The episode’s postscript mentions how Blunt received full immunity from prosecution and remained the Queen’s art curator until his 1972 retirement, suggesting that this was just another silenced historical event. But The Crown fails to mention the reason why this story could even be told in the first place: In 1979, Blunt’s treason was made public by then-Prime Minister Margaret Thatcher, and his knighthood subsequently revoked.

There’s a moment early on in “Olding†when Elizabeth, having visited with Churchill for the last time, gazes wistfully at a group of voters queuing up at their local polling station from the safe distance of her chauffeured car.
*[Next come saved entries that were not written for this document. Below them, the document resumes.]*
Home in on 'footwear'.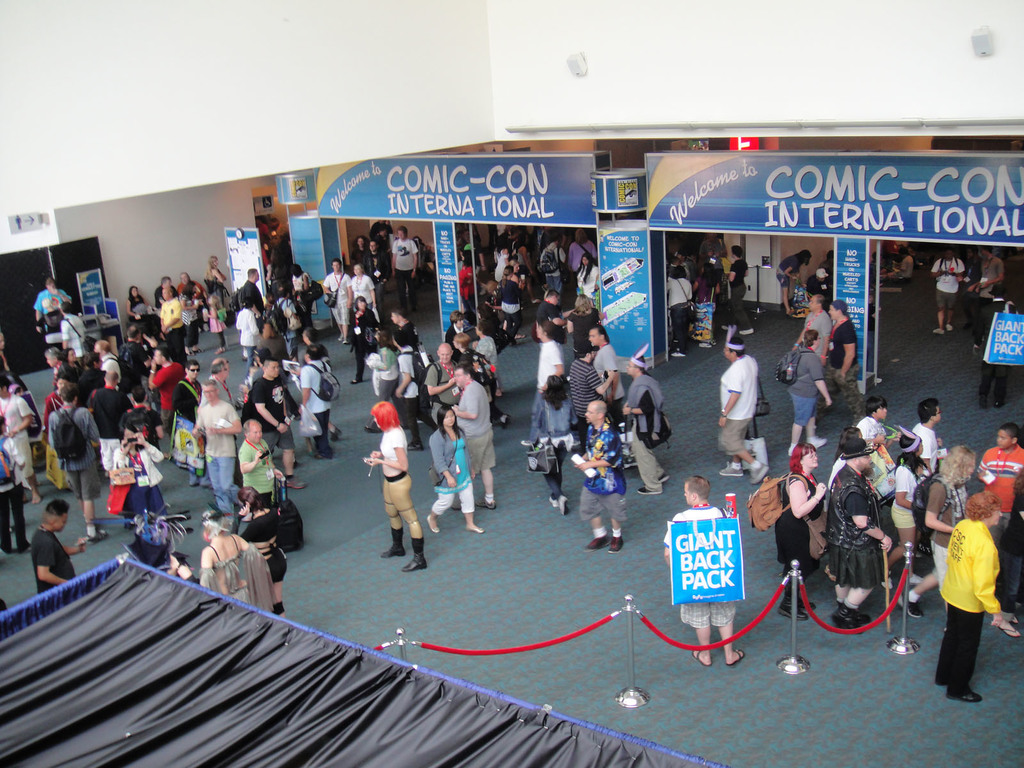
Homed in at (left=657, top=470, right=667, bottom=479).
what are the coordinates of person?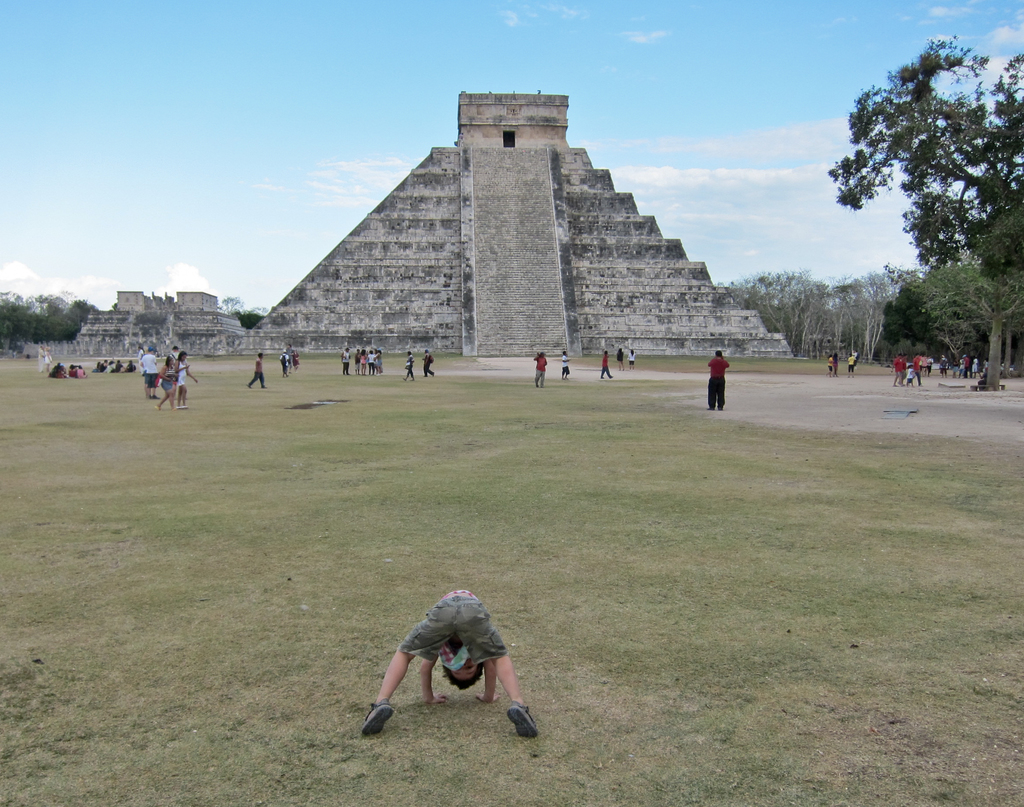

It’s an image that I think best sums up the new season, with Colman’s somber visage acknowledging the continued irony of Elizabeth’s position. She is the most powerful person in the country, yet she is denied the one thing that gives power to her subjects: the vote. As monarch, Elizabeth must do little more than watch as the world makes decisions around her, yet somehow find a way to maintain control. To paraphrase Princess Margaret’s embroidered throw pillow, it’s not easy being a queen.